AGRI-CHEMICAL manufacturer Bayer has announced that it is to remove glyphosate-based herbicides from the United States lawn and garden market as of 2023.

The company, which acquired the popular Round-Up weedkiller brand as part of its takeover of Monsanto, has since had to cope with costly litigation over its safety, with US courts finding in favour of gardeners who claimed that exposure to the chemical had caused them to develop a form of cancer, Non-Hodgkin's lymphoma.

With Bayer's bill to settle those claims now running into billions of dollars, the company – which has nonetheless continued to defend glyphosate's safety – has announced that it will replace its glyphosate-based products in the US residential market with new formulations that rely on alternative active ingredients.

“As the vast majority of claims in the litigation come from lawn and garden market users, this action largely eliminates the primary source of future claims beyond an assumed latency period," said Bayer. "There will be no change in the availability of the company’s glyphosate formulations in the US professional and agricultural markets.

“Moreover, the company will engage in discussions with EPA about Roundup labels with the goal of providing more information to users about the science as an additional element towards ensuring even more informed purchasing and application decisions,” Bayer concluded.

But with the US legal system now awash with case law precedent enabling sufferers of Non-Hodgkin’s lymphoma to trace their illness back to exposure to Roundup, Bayer has had to set aside $4.5billion to meet the cost of the backlog of cases yet to arise, on top of the $10.9billion already paid out. Meanwhile, a new ecosystem of campaigners and companies testing for glyphosate residues, or certifying products glyphosate-free, has sprung up to generate income from the absence of the chemical.

Speaking from the Detox Project, director Henry Rowlands, welcomed Bayer’s announcement: “It is a great victory in a small battle for the removal of glyphosate from the lawn and garden market, however this is just part of a much larger war. We must all remember that this will not stop glyphosate being sprayed in parks, schools and on our food crops in ever greater amounts across the US and the world.

"It is time to phase the chemical out globally and to replace it with safe alternatives.”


## REQUIRED ACTION
Pull out every line below that contains the word "Risk".
[Opening PROVIDED INFORMATION section]
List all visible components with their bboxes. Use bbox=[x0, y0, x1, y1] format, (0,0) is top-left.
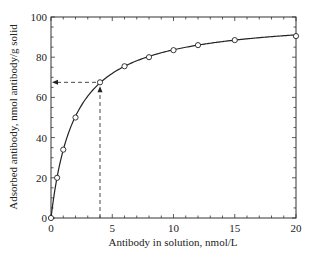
dashed-guide-lines bbox=[52, 80, 103, 218]
data-point bbox=[195, 43, 200, 48]
data-point bbox=[73, 115, 78, 120]
data-point bbox=[146, 55, 151, 60]
arrowhead-icon bbox=[98, 86, 103, 92]
data-point bbox=[61, 147, 66, 152]
x-tick-label: 0 bbox=[48, 222, 54, 234]
data-point bbox=[293, 33, 298, 38]
isotherm-curve bbox=[51, 35, 296, 218]
x-tick-label: 5 bbox=[110, 222, 116, 234]
x-axis-label: Antibody in solution, nmol/L bbox=[109, 236, 238, 248]
x-tick-label: 10 bbox=[168, 222, 180, 234]
data-point bbox=[97, 80, 102, 85]
y-tick-label: 40 bbox=[36, 132, 48, 144]
y-axis-label: Adsorbed antibody, nmol antibody/g solid bbox=[7, 24, 19, 210]
data-point bbox=[171, 48, 176, 53]
tick-labels: 05101520020406080100 bbox=[31, 11, 303, 234]
x-tick-label: 15 bbox=[229, 222, 241, 234]
y-tick-label: 20 bbox=[36, 172, 48, 184]
adsorption-chart: 05101520020406080100 Antibody in solutio… bbox=[0, 0, 315, 261]
y-tick-label: 80 bbox=[36, 51, 48, 63]
y-tick-label: 0 bbox=[42, 212, 48, 224]
data-point bbox=[55, 175, 60, 180]
y-tick-label: 100 bbox=[31, 11, 48, 23]
data-point-markers bbox=[48, 33, 298, 220]
x-tick-label: 20 bbox=[291, 222, 303, 234]
y-tick-label: 60 bbox=[36, 91, 48, 103]
data-point bbox=[232, 38, 237, 43]
data-point bbox=[122, 64, 127, 69]
data-point bbox=[48, 215, 53, 220]
arrowhead-icon bbox=[52, 80, 58, 85]
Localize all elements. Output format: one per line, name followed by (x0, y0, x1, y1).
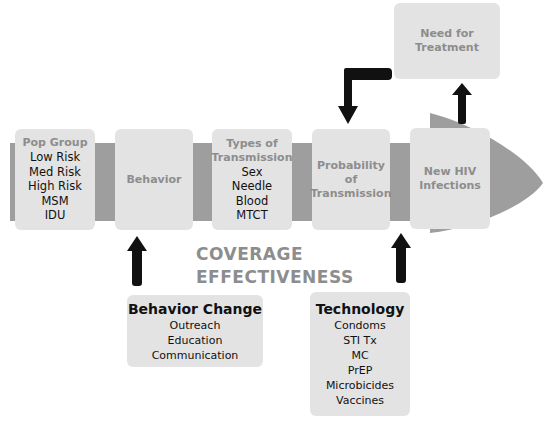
need-for-treatment-box: Need for Treatment (394, 3, 500, 79)
technology-box: Technology Condoms STI Tx MC PrEP Microb… (310, 292, 410, 416)
behavior-change-box: Behavior Change Outreach Education Commu… (127, 295, 263, 367)
stage-behavior: Behavior (115, 129, 193, 230)
stage-item: Sex (242, 165, 263, 180)
stage-title: of (345, 173, 357, 187)
arrow-up-icon (391, 233, 411, 283)
label-line: EFFECTIVENESS (196, 266, 354, 289)
intervention-item: STI Tx (343, 333, 377, 348)
intervention-item: Outreach (170, 318, 221, 333)
stage-item: High Risk (28, 179, 82, 194)
stage-item: Needle (232, 179, 272, 194)
stage-title: Transmission (311, 187, 392, 201)
stage-probability-of-transmission: Probability of Transmission (312, 129, 390, 230)
intervention-item: Condoms (334, 318, 386, 333)
stage-item: Med Risk (29, 165, 81, 180)
stage-new-hiv-infections: New HIV Infections (410, 128, 490, 229)
outcome-title: Need for (420, 27, 474, 41)
intervention-item: MC (351, 348, 368, 363)
intervention-title: Technology (316, 300, 405, 318)
stage-title: Transmission (212, 151, 293, 165)
stage-item: MTCT (236, 208, 267, 223)
stage-title: Probability (317, 159, 385, 173)
arrow-up-icon (451, 83, 473, 124)
coverage-effectiveness-label: COVERAGE EFFECTIVENESS (196, 243, 354, 289)
label-line: COVERAGE (196, 243, 354, 266)
stage-title: New HIV (424, 165, 476, 179)
stage-title: Pop Group (22, 136, 87, 150)
elbow-arrow-down-icon (338, 68, 396, 128)
arrow-up-icon (127, 236, 147, 286)
stage-title: Behavior (126, 173, 181, 187)
stage-item: Blood (236, 194, 268, 209)
intervention-item: Communication (152, 348, 239, 363)
stage-item: IDU (45, 208, 66, 223)
intervention-item: Education (168, 333, 223, 348)
intervention-item: PrEP (348, 363, 373, 378)
intervention-item: Microbicides (326, 378, 394, 393)
stage-item: MSM (41, 194, 68, 209)
stage-item: Low Risk (30, 150, 80, 165)
stage-pop-group: Pop Group Low Risk Med Risk High Risk MS… (15, 129, 95, 230)
stage-title: Types of (226, 137, 277, 151)
intervention-title: Behavior Change (128, 300, 262, 318)
stage-title: Infections (419, 179, 481, 193)
intervention-item: Vaccines (336, 393, 384, 408)
stage-types-of-transmission: Types of Transmission Sex Needle Blood M… (212, 129, 292, 230)
outcome-title: Treatment (415, 41, 479, 55)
[Closing PROVIDED INFORMATION section]
## OUTPUT
stage-item: High Risk (28, 179, 82, 194)
stage-item: Med Risk (29, 165, 81, 180)
stage-item: Low Risk (30, 150, 80, 165)
stage-pop-group: Pop Group Low Risk Med Risk High Risk MS… (15, 129, 95, 230)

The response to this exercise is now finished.